What kind of collision made the moon?

What kind of collision made the moon?

It is thought the celestial body was created in a cosmic crash 4.5bn years ago

Source: The Guardian

It could so easily have turned out differently. About 4.5bn years ago the Earth is believed to have collided with another planet, Theia, resulting in the formation of the moon. A more glancing blow might have resulted in a “hit and run” and a moon-less Earth; while a head-on collision may have blasted away much of Earth’s mantle, leaving no atmosphere. Instead it seems to have been something in between, which eroded between 10 and 60% of Earth’s atmosphere, but also left us with the moon.

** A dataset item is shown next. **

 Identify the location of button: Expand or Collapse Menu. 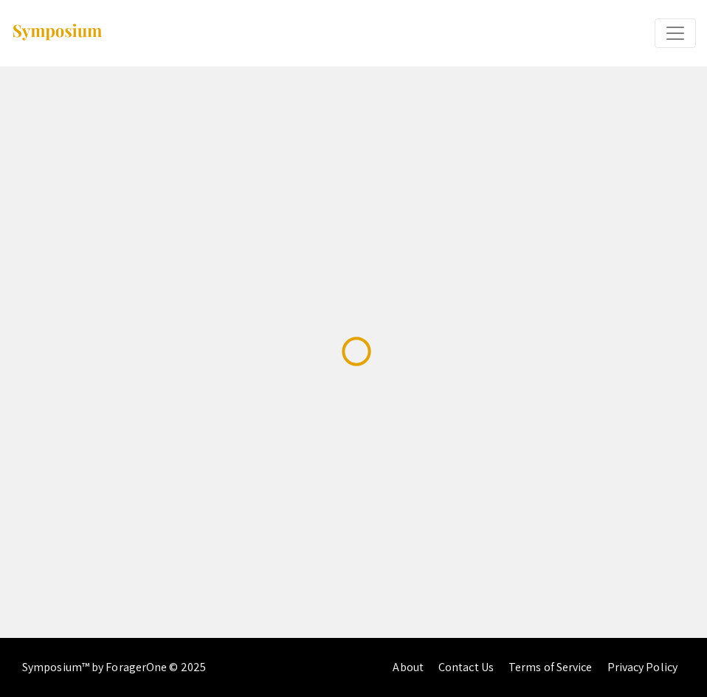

Jacob Kegerreis, from Durham University, and colleagues used a supercomputer to simulate over 300 different kinds of impact and explore the possible outcomes when two rocky planets bash into each other. Their findings, published in The Astrophysical Journal Letters, revealed the atmospheric loss associated with the most plausible moon-forming impact scenarios, ranging from a 10% loss associated with a Mars-sized planet having a grazing (45°) and relatively slow collision with early Earth, to a 60% loss with a faster and more direct collision between two planets of more equal mass. “We hope this will help us understand the history of Earth’s atmosphere and perhaps narrow down the different ways the moon might have formed,” says Kegerreis.